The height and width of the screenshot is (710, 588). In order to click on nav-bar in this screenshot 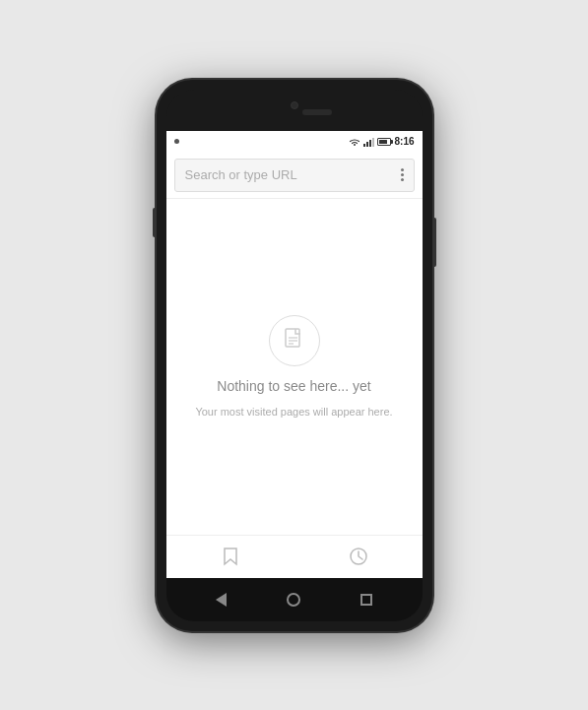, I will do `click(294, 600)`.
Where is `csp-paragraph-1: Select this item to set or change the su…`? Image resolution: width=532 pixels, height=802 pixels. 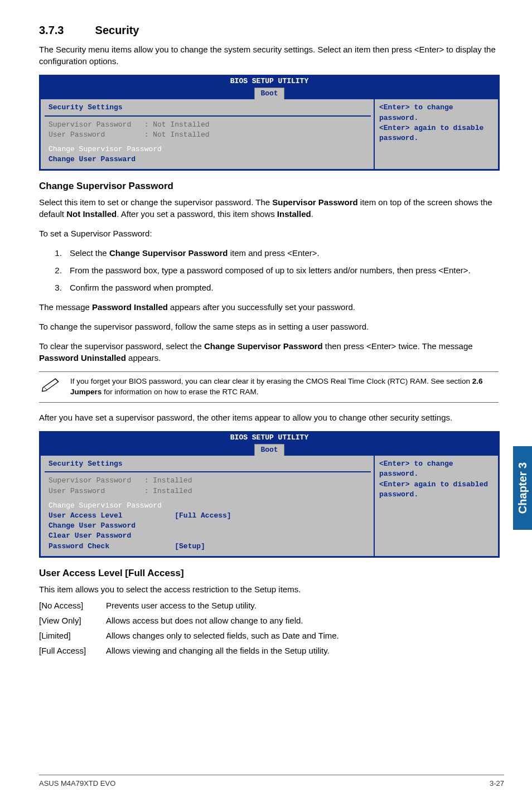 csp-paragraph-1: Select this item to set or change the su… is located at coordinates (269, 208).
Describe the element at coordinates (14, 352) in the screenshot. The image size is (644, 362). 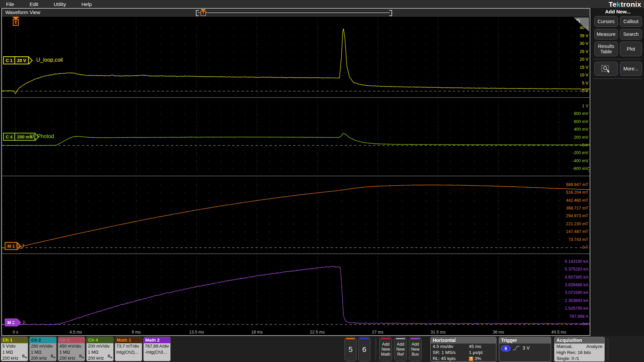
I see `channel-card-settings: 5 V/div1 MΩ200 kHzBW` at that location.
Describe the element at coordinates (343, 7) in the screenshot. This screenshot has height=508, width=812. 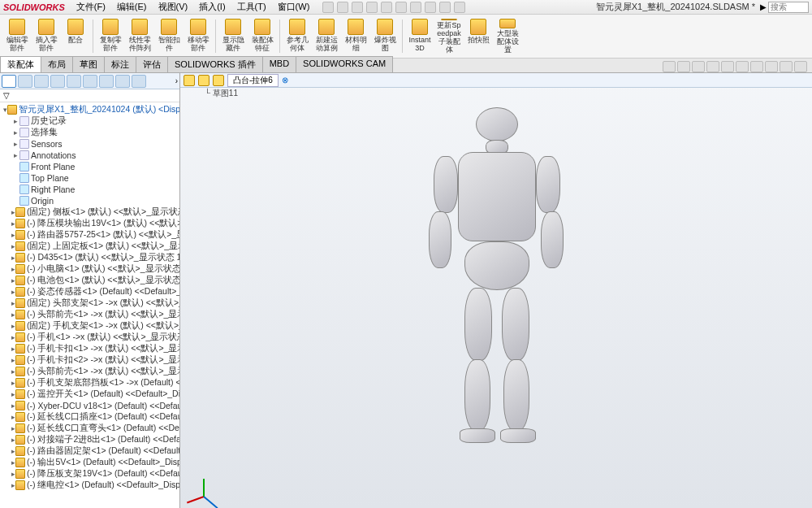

▶ **Task**
Reproduce the lines from the line containing "Describe the element at coordinates (14, 352)" through the end of the records above, exactly and inclusively, omitting pictures.

▶ **Solution to this task**
Describe the element at coordinates (14, 352) in the screenshot. The image size is (644, 362). 
I see `channel-card-settings: 5 V/div1 MΩ200 kHzBW` at that location.
Describe the element at coordinates (343, 7) in the screenshot. This screenshot has height=508, width=812. 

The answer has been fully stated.